Perils of Governance
Abigail Miriam Fernandez
GOVERNING THIRDNESS: STATE, SOCIETY, AND NON-BINARY IDENTITIES IN PAKISTAN by Muhammad Azfar Nisar Cambridge University Press, 2022, 227 pp., 751.00
August 2022, volume 46, No 8

The book under review by Muhammad Azfar Nisar provides important insights into the identity, marginalization and governance of the Khawaja Sira of Pakistan. Based on ethnographic fieldwork in Lahore, it studies various forms of governance of the Khawaja Sira community across legal, social and administrative institutions.

Muhammad Azfar Nisar is an Assistant Professor of Public Policy & Administration at the Suleman Dawood School of Business, Lahore University of Management Sciences. His research focuses on issues related to policy implementation, public administration, health policy, gender identity, and governance.

The author defines the Khawaja Sira community of Pakistan as a group of heterogeneous individuals with contested identities. While most of them in the community are male with a reference to the feminine gender, those born with inter-sex characters, impotent individuals and victims of childhood sexual abuse also belong to this community. With regard to placing the community in a larger gender prism, the author decides not to situate the work within ‘transgender’ and ‘queer’ theories, arguing that these have been developed for and by the West. The empirical focus of the work covers three key aspects of governance—categorization, discipline, and disposal, all of which are common across all institutions. The author looks at these multiple forms of governance that intersect with the lives of the Khawaja Sira and how this intersectionality influences social equity by creating, sustaining or contesting the condition of those living at the margins of state and society.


(PROBLEM): All lines in the entries below that hold "List" make up the answer.

(EXERCISE DATA):
☆ ☆ ☆ ☆ ☆ ☆ ☆

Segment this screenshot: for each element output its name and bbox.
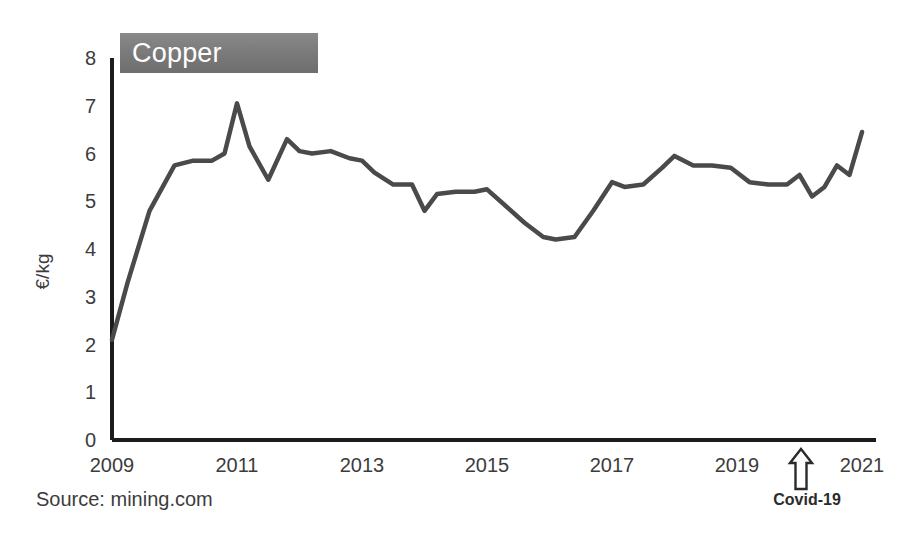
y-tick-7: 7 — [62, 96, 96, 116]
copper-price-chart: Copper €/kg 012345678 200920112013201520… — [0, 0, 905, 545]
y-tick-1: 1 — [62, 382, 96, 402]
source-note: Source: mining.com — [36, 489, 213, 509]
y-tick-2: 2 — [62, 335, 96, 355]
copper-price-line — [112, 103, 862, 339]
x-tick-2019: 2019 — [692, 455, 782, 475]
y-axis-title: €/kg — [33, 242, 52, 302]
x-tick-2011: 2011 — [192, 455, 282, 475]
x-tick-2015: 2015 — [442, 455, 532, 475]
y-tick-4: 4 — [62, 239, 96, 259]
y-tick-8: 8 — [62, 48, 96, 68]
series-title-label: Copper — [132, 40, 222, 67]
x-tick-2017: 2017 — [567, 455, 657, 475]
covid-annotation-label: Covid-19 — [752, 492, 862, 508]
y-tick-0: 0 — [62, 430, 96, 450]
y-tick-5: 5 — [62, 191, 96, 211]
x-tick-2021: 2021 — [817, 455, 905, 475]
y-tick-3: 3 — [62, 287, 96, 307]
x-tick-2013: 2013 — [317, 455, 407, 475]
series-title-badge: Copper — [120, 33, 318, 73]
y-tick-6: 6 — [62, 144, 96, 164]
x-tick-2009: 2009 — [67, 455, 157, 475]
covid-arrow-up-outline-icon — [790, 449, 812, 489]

☆ ☆ ☆ ☆ ☆ ☆ ☆

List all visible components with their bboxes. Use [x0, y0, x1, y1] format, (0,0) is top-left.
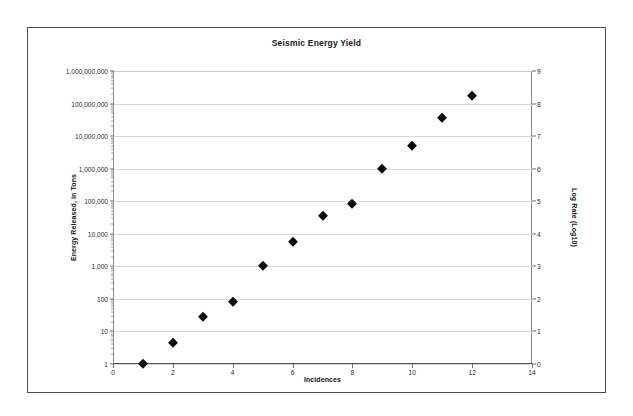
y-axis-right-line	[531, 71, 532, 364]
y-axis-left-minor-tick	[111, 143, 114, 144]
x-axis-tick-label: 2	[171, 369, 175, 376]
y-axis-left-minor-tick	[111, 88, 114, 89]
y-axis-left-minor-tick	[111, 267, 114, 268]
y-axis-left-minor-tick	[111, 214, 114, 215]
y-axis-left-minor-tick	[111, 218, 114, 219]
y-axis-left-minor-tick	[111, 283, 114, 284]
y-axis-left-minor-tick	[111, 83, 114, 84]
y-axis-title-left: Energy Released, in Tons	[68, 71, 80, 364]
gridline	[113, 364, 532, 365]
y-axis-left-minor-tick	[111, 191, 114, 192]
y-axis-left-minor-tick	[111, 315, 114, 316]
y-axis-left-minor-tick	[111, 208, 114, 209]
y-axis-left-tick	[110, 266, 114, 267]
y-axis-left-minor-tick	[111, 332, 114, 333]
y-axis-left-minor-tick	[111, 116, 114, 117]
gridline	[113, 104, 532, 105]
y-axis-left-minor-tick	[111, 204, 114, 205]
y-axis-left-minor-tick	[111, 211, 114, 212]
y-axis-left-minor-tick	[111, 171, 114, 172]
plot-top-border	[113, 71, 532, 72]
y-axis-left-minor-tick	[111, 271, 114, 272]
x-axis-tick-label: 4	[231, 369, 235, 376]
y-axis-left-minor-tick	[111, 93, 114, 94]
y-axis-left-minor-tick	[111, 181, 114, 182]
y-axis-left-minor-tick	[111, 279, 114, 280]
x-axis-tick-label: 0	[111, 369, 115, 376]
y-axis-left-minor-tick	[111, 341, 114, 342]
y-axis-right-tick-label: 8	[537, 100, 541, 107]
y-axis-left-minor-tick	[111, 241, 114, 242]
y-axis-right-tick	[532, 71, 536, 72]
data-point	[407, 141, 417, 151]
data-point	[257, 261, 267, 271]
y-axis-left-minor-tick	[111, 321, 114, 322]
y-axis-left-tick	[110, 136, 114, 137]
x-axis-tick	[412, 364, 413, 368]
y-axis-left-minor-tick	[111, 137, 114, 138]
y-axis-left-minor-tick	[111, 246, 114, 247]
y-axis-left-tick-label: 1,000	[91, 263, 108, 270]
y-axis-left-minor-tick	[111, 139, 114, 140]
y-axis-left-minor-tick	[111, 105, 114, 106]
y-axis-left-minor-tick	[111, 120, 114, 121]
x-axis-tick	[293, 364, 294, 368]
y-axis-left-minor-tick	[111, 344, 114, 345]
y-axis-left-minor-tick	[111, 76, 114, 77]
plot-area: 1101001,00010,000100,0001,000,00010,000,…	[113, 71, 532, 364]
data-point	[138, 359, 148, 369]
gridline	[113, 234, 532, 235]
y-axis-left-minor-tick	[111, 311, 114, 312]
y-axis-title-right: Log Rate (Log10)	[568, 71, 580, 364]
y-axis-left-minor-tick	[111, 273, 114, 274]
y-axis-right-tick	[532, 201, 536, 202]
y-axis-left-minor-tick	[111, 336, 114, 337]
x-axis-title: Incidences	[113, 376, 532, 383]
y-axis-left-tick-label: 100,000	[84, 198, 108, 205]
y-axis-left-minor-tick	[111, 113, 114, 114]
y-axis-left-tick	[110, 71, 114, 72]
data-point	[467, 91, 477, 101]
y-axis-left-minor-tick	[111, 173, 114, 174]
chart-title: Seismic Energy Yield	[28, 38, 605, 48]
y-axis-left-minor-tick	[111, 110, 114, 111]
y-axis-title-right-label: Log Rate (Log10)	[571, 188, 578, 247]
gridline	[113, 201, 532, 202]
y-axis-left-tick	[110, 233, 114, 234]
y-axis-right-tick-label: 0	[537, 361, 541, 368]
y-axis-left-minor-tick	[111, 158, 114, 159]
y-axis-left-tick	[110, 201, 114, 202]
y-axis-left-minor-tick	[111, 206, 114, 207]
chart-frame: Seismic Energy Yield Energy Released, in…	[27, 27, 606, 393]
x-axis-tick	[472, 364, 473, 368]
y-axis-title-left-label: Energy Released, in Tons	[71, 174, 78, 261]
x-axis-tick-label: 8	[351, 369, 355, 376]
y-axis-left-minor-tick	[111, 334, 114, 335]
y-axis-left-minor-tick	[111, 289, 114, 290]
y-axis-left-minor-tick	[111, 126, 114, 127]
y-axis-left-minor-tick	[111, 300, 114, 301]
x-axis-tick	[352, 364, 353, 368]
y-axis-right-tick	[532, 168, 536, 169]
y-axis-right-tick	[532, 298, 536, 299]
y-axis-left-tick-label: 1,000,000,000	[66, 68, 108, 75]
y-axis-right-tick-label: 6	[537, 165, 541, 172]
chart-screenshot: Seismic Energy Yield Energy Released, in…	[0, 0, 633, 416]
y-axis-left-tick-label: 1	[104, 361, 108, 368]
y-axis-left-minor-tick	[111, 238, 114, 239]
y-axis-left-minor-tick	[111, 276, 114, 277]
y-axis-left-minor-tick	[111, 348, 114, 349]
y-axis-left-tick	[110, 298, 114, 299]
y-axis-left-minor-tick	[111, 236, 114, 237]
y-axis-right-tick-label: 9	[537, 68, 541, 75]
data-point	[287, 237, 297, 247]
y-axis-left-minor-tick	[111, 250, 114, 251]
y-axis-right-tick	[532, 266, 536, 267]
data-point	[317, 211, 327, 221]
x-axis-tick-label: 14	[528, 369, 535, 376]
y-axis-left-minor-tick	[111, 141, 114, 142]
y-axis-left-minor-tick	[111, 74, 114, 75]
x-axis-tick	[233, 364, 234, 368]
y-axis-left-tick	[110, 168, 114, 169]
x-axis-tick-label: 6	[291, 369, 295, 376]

☆ ☆ ☆ ☆ ☆ ☆ ☆

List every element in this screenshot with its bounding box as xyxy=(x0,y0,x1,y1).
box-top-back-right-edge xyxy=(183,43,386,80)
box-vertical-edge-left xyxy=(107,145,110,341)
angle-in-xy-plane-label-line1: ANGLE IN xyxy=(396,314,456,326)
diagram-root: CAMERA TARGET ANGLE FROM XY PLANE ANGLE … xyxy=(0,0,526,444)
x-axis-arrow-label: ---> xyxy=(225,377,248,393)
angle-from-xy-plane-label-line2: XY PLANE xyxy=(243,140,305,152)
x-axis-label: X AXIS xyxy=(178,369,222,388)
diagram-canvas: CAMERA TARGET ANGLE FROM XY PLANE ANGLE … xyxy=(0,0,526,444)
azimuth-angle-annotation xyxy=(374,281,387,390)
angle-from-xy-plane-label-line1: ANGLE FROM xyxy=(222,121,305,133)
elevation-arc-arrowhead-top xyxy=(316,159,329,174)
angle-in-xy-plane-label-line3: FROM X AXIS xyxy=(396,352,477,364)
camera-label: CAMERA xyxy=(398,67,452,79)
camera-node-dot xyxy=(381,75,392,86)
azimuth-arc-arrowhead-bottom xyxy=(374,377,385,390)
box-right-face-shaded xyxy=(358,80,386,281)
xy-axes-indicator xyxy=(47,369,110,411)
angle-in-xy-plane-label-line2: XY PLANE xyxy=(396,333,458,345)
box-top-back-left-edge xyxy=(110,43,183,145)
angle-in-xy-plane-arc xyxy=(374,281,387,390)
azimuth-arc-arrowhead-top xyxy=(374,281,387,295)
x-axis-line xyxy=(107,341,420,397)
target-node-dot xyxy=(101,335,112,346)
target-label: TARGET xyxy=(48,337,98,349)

☆ ☆ ☆ ☆ ☆ ☆ ☆

(RESPONSE AREA):
List all visible components with their bboxes. Use [x0, y0, x1, y1] format, (0,0) is top-left.
List every element in this screenshot with its bounding box as xyxy=(x0,y0,x1,y1).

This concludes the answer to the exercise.